Defining India's power elite is a tough task: Sanjaya Baru

Few among the power elite in India seem willing to be classified as such. It seems a very Indian thing, this faux humility. The upper castes claim they no longer are the privileged. Business elites complain that politicians and bureaucrats have more power. Politicians lament that they are beholden to vote banks and money bags. Bureaucrats say they have always been only civil servants. All this adds to the additional complication that in India there are multiple hierarchies of power defined by class, caste, language, culture and so on. So, who are the power elite?

An amusing reaction to my new book, India’s Power Elite: Class, Caste and a Cultural Revolution, has been a universal denial of their elite status and their elitism by the powerful. The IAS will tell you that they are no longer the elite corps they once were and that colleagues in the police and revenue services now rule the bureaucratic roost. Business leaders draw attention to tax raids and regulations to point fingers at politicians as the really powerful. Either money no longer fetches power or far too much of it is demanded in exchange for too little patronage. Military officers argue that they have been excessively subordinated to civilian control. Celebrities in the world of media, academia and even entertainment question my arguments about their power, drawing attention to the many attacks on their freedom by politicians in power. Even a powerful prime minister complains that government officials have become roadblocks and bottlenecks in governance. So, who are India’s power elite?

Illustration: Bhaskaran Illustration: Bhaskaran

When American sociologist C. Wright Mills wrote his classic study on The Power Elite (1956) in the United States, he had no problem identifying who controlled the levers of power in ‘post-war’ America. Business barons, military leaders, wealthy and influential celebrities and well-heeled politicians were Mills’s power elite. “The power elite is composed of men whose positions enable them to transcend the ordinary environments of ordinary men and women; they are in positions to make decisions having major consequences,” wrote Mills. “They are in command of the major hierarchies and organizations of modern society. They rule the big corporations. They run the machinery of the state and claim its prerogatives. They direct the military establishment. They occupy the strategic command posts of the social structure, in which are now centred the effective means of the power and the wealth and the celebrity status which they enjoy.”

Inspired by Mills’s classic, I tried to define the Indian power elite and soon came up against the complexity of our society. Apart from the obvious additional dimension added by caste, the Indian reality presents a matrix of cross-cutting hierarchies that few sociologists have been able to clearly delineate in terms of their power. The socialist leader and political guru of the so-called “other backward classes”, Ram Manohar Lohia, offered a simple definition of who constitutes India’s power elite by identifying three features—upper caste status, inherited wealth and command over the English language.

This simple definition, offered in the 1960s, has been challenged by the social, economic, political and what I define as cultural change over the past half century. Middle castes have acquired as much, if not more, political power as the upper castes; power has yielded wealth for the newly rich; and, English language is no longer such an important social differentiator. Change is afoot and my book tries to capture this change. Interestingly, many from the ‘old elite’ have called to concede the decline in their social standing, but many among the ‘new elite’ are irritated about being so identified.

Baru is an economist and a writer. He was adviser to former prime minister Manmohan Singh.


Scan the material for the word "from", and copy each line where it shows up.
───
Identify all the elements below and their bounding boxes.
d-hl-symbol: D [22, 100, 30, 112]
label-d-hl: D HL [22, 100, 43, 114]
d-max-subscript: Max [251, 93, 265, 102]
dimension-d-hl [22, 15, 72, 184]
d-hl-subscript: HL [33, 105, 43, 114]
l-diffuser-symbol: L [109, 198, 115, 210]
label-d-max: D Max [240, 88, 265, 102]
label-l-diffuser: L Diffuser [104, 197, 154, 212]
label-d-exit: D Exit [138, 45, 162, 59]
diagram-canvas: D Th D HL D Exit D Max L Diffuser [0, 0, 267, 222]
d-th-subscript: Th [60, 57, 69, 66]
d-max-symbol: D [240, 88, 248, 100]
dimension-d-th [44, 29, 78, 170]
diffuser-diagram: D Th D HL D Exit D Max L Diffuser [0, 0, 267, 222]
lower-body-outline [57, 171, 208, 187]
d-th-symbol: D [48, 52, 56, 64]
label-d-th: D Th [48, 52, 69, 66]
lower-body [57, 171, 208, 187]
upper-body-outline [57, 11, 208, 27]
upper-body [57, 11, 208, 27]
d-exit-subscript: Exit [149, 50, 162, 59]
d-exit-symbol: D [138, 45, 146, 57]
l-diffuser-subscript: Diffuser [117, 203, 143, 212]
───
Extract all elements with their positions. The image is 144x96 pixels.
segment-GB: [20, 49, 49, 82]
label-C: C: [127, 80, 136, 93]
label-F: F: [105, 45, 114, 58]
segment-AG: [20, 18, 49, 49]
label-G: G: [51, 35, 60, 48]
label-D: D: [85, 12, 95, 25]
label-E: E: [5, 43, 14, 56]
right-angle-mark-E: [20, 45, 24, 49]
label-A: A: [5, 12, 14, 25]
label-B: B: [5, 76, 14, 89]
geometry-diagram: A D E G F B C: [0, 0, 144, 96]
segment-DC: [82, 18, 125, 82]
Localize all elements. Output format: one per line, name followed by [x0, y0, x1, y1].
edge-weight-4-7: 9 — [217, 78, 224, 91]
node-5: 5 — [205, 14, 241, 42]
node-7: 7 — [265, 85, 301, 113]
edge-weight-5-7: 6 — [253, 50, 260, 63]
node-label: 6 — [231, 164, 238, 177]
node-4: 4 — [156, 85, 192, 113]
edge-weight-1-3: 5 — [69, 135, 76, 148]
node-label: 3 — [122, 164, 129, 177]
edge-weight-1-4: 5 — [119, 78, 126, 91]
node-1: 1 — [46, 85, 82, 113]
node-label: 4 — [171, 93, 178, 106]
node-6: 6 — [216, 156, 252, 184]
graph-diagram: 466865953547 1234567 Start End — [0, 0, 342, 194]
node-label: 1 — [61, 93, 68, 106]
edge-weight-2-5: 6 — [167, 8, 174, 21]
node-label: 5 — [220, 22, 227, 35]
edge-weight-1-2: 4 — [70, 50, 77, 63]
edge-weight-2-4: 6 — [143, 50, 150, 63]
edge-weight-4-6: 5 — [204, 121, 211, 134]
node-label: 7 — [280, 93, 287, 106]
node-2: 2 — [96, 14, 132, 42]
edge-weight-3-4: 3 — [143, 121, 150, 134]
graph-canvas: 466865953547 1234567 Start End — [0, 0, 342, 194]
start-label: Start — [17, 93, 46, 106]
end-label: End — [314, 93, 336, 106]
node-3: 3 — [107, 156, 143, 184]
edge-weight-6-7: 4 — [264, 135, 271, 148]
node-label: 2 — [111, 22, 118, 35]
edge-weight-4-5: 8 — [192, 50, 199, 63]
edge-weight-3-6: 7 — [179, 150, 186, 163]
───
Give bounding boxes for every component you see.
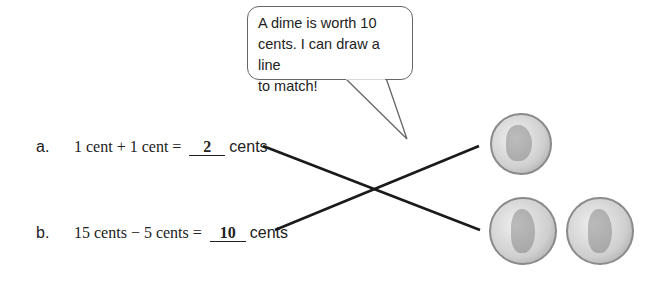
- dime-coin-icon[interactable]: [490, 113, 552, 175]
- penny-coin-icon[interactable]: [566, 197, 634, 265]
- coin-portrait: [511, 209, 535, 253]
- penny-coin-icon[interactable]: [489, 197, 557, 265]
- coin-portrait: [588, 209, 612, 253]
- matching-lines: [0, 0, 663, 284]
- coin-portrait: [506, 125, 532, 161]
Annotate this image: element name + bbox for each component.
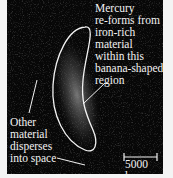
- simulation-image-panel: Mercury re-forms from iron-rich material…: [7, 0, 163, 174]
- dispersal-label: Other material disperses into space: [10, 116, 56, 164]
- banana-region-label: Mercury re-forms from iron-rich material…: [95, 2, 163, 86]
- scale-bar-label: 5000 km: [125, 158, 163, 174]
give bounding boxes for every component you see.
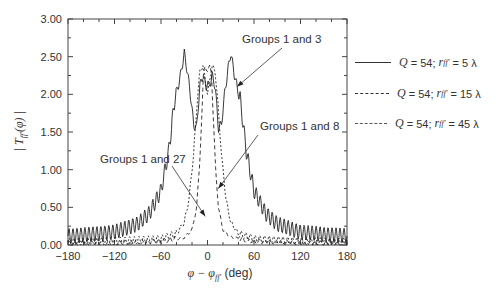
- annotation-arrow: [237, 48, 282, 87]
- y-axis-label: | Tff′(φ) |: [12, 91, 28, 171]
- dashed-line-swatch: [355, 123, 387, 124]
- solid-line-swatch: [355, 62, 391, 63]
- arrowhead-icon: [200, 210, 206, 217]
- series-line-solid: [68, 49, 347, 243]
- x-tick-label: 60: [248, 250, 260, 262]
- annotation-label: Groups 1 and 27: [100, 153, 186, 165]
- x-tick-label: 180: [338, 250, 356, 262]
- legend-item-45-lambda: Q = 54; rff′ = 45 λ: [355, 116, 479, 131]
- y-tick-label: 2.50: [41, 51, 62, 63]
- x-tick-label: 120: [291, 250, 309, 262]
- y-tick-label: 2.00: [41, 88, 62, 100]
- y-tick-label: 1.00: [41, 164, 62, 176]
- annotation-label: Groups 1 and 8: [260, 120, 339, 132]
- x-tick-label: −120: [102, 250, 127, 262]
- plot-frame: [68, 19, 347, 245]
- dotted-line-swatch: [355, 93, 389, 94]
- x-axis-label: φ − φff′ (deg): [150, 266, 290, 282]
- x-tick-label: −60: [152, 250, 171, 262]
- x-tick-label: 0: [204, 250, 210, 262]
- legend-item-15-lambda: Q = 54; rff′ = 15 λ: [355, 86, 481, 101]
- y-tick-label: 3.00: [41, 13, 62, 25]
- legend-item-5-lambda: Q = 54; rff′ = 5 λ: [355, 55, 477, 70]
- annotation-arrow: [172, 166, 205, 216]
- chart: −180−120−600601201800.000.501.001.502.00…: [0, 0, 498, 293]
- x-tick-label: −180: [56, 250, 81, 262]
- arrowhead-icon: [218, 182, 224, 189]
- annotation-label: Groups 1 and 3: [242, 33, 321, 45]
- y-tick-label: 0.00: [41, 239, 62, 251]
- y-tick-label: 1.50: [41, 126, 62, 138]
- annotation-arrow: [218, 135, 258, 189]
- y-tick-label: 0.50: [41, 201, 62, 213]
───
RESULT OF THE TASK:
- simulation-image-panel: Mercury re-forms from iron-rich material…: [7, 0, 163, 174]
- banana-region-label: Mercury re-forms from iron-rich material…: [95, 2, 163, 86]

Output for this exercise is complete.